Author: /time Magazine | Title: Two-For-One Sale | 11/29/2004 | See Source »

Lampert may have no operational merchandising experience--after Yale, he worked at Goldman, Sachs under the tutelage of Robert Rubin, and went off to start his own fund at age 25 with the help of legendary Texas investor Richard Rainwater. But Lampert does have ideas about how to run a retailer, such as an unwillingness to throw money at updating stores without clear evidence of a return, and a firm refusal to play the short-term, quarterly-earnings game that Wall Street so often demands. In April, he brought in a design team led by former Gap executives to freshen...
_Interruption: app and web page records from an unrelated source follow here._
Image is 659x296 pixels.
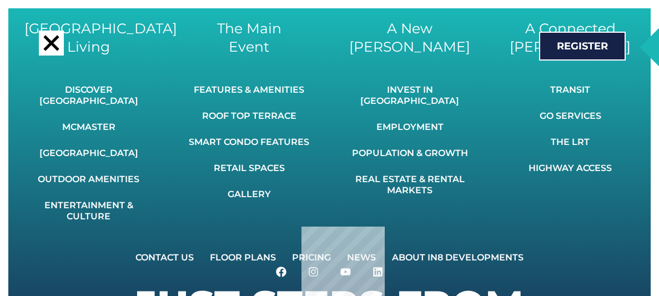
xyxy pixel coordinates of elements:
[189,182,309,207] a: Gallery
[557,41,608,51] span: Register
[24,78,153,229] nav: Menu
[24,167,153,192] a: Outdoor Amenities
[128,245,201,270] a: Contact Us
[189,156,309,180] a: Retail Spaces
[345,167,474,203] a: Real Estate & Rental Markets
[345,78,474,113] a: Invest In [GEOGRAPHIC_DATA]
[385,245,531,270] a: About IN8 Developments
[539,32,626,61] a: Register
[189,104,309,128] a: Roof Top Terrace
[345,141,474,166] a: Population & Growth
[345,78,474,203] nav: Menu
[24,141,153,166] a: [GEOGRAPHIC_DATA]
[345,115,474,139] a: Employment
[24,115,153,139] a: McMaster
[128,245,531,270] nav: Menu
[285,245,338,270] a: Pricing
[203,245,283,270] a: Floor Plans
[24,193,153,229] a: Entertainment & Culture
[529,104,612,128] a: GO Services
[189,78,309,102] a: Features & Amenities
[189,78,309,207] nav: Menu
[24,78,153,113] a: Discover [GEOGRAPHIC_DATA]
[189,130,309,154] a: Smart Condo Features
[529,78,612,102] a: Transit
Author: /time Magazine | Title: Two-For-One Sale | 11/29/2004 | See Source »

Harvard does not have to be so passive about where it invests its endowment funds, or how it approaches emerging political and security risk categories. Harvard is part of an institutional investor community that exacerbates human rights abuses in Sudan and sustains terrorist-sponsoring states by investing in PetroChina, Sinopec, and dozens of other companies active in the world’s pariah states. According to the Center for Security Policy’s Divest Sudan initiative, 87 U.S. public pension funds have invested more than $90 billion dollars in 83 public companies that maintain active business projects in Sudan...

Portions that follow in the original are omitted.